Skip to main content Accessibility help
×
Hostname: page-component-8448b6f56d-cfpbc Total loading time: 0 Render date: 2024-04-25T02:32:55.125Z Has data issue: false hasContentIssue false

14 - Criminal Law and Process

Published online by Cambridge University Press:  05 October 2015

Boris I. Bittker
Affiliation:
Yale Law School
Scott C. Idleman
Affiliation:
Marquette University, Wisconsin
Frank S. Ravitch
Affiliation:
Michigan State University
Get access

Summary

Introduction

“[T]he power to create and enforce a criminal code” is, in the U.S. Supreme Court's words, “[f]oremost among the prerogatives of sovereignty.” It enables a sovereign to proscribe or prescribe conduct in furtherance of community health, safety, welfare, or morals and then to prosecute violations of those mandates using the full complement of the state's coercive powers. To be sure, although governmental pervasiveness in the last century has perhaps blurred the line between regulation and criminalization, the latter nevertheless remains, conceptually at least, the paradigmatic expression of state authority.

As a practical matter, it is often the nature, extent, and basis of the punishment that distinguish criminal offenses from civil wrongs. Both transgressions, for example, can lead to minor or temporary incursions on liberty and, especially in the civil realm, to the confiscation of one's property. But criminal offenses also can lead to greater stigma, to significant secondary consequences (e.g., disenfranchisement), to more severe restrictions on one's basic liberties (e.g., incarceration), and even to the termination of one's life (e.g., capital punishment), which substantially explains the heightened evidentiary burden on the prosecution. Moreover, although both criminal punishment and civil liability are traditionally thought to have compensatory and deterrent functions, the former, unlike the latter, is often said to have incapacitative, rehabilitative, and retributive functions as well.

It is precisely the significance of the criminal legal system, as the fullest and most drastic expression of legitimate state authority, that often makes the relationship between this system and the religious realm historically rich, contemporarily important, and frequently controversial. This relationship can be approached and examined in a variety of ways. Broadly viewed, one might examine the historical or empirical correlations between religion and a sovereign's criminal jurisprudence or between religion and the prevention or occurrence of crime. One might also examine the potential complementarity between religion and the criminal law in the regulation of harmful conduct, or one might critique the criminal law from a particular religious perspective.

In this chapter, this relationship for the most part is presented topically. The overarching issue of the criminal law's application to religiously inspired conduct will first be examined both in general and with a specific focus on categories of crimes, from serious bodily harm to relatively minor offenses, as well as offenses against public morality or oneself.

Type
Chapter
Information
Publisher: Cambridge University Press
Print publication year: 2015

Access options

Get access to the full version of this content by using one of the access options below. (Log in options will check for institutional or personal access. Content may require purchase if you do not have access.)

Save book to Kindle

To save this book to your Kindle, first ensure coreplatform@cambridge.org is added to your Approved Personal Document E-mail List under your Personal Document Settings on the Manage Your Content and Devices page of your Amazon account. Then enter the ‘name’ part of your Kindle email address below. Find out more about saving to your Kindle.

Note you can select to save to either the @free.kindle.com or @kindle.com variations. ‘@free.kindle.com’ emails are free but can only be saved to your device when it is connected to wi-fi. ‘@kindle.com’ emails can be delivered even when you are not connected to wi-fi, but note that service fees apply.

Find out more about the Kindle Personal Document Service.

Available formats
×

Save book to Dropbox

To save content items to your account, please confirm that you agree to abide by our usage policies. If this is the first time you use this feature, you will be asked to authorise Cambridge Core to connect with your account. Find out more about saving content to Dropbox.

Available formats
×

Save book to Google Drive

To save content items to your account, please confirm that you agree to abide by our usage policies. If this is the first time you use this feature, you will be asked to authorise Cambridge Core to connect with your account. Find out more about saving content to Google Drive.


**DIRECTIONS FOR THIS TASK:** Word for word, reproduce the data that follows.

**SUPPLIED DATA:**

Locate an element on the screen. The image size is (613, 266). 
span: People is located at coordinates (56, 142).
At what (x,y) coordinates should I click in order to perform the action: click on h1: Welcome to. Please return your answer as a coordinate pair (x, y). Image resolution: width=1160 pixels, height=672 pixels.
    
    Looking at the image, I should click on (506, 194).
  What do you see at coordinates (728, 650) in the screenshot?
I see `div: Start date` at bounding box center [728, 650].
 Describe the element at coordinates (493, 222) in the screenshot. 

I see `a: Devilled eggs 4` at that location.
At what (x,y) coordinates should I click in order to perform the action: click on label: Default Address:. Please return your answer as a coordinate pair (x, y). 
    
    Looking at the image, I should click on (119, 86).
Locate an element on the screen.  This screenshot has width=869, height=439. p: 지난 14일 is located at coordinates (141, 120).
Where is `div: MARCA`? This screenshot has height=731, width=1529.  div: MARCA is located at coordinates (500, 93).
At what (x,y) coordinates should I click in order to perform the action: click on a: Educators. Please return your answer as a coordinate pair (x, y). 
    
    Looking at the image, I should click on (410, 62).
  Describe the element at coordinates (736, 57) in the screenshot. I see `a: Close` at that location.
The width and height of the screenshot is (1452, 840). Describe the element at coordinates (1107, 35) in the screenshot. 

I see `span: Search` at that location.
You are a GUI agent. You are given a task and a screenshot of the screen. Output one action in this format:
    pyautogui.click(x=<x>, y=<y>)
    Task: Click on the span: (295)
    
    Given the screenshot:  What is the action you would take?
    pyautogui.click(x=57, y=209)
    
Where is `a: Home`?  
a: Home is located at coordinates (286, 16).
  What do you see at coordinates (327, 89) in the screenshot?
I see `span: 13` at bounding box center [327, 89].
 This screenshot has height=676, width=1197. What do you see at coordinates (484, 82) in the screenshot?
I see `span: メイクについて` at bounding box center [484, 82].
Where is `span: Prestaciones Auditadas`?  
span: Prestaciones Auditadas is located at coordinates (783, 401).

**SOLUTION FOR THIS EXERCISE:**
Locate an element on the screen. The image size is (613, 266). 
span: People is located at coordinates (56, 142).
At what (x,y) coordinates should I click in order to perform the action: click on h1: Welcome to. Please return your answer as a coordinate pair (x, y). Image resolution: width=1160 pixels, height=672 pixels.
    
    Looking at the image, I should click on (506, 194).
  What do you see at coordinates (728, 650) in the screenshot?
I see `div: Start date` at bounding box center [728, 650].
 Describe the element at coordinates (493, 222) in the screenshot. 

I see `a: Devilled eggs 4` at that location.
At what (x,y) coordinates should I click in order to perform the action: click on label: Default Address:. Please return your answer as a coordinate pair (x, y). 
    
    Looking at the image, I should click on (119, 86).
Locate an element on the screen.  This screenshot has width=869, height=439. p: 지난 14일 is located at coordinates (141, 120).
Where is `div: MARCA`? This screenshot has height=731, width=1529.  div: MARCA is located at coordinates (500, 93).
At what (x,y) coordinates should I click in order to perform the action: click on a: Educators. Please return your answer as a coordinate pair (x, y). 
    
    Looking at the image, I should click on (410, 62).
  Describe the element at coordinates (736, 57) in the screenshot. I see `a: Close` at that location.
The width and height of the screenshot is (1452, 840). Describe the element at coordinates (1107, 35) in the screenshot. 

I see `span: Search` at that location.
You are a GUI agent. You are given a task and a screenshot of the screen. Output one action in this format:
    pyautogui.click(x=<x>, y=<y>)
    Task: Click on the span: (295)
    
    Given the screenshot:  What is the action you would take?
    pyautogui.click(x=57, y=209)
    
Where is `a: Home`?  
a: Home is located at coordinates (286, 16).
  What do you see at coordinates (327, 89) in the screenshot?
I see `span: 13` at bounding box center [327, 89].
 This screenshot has height=676, width=1197. What do you see at coordinates (484, 82) in the screenshot?
I see `span: メイクについて` at bounding box center [484, 82].
Where is `span: Prestaciones Auditadas`?  
span: Prestaciones Auditadas is located at coordinates (783, 401).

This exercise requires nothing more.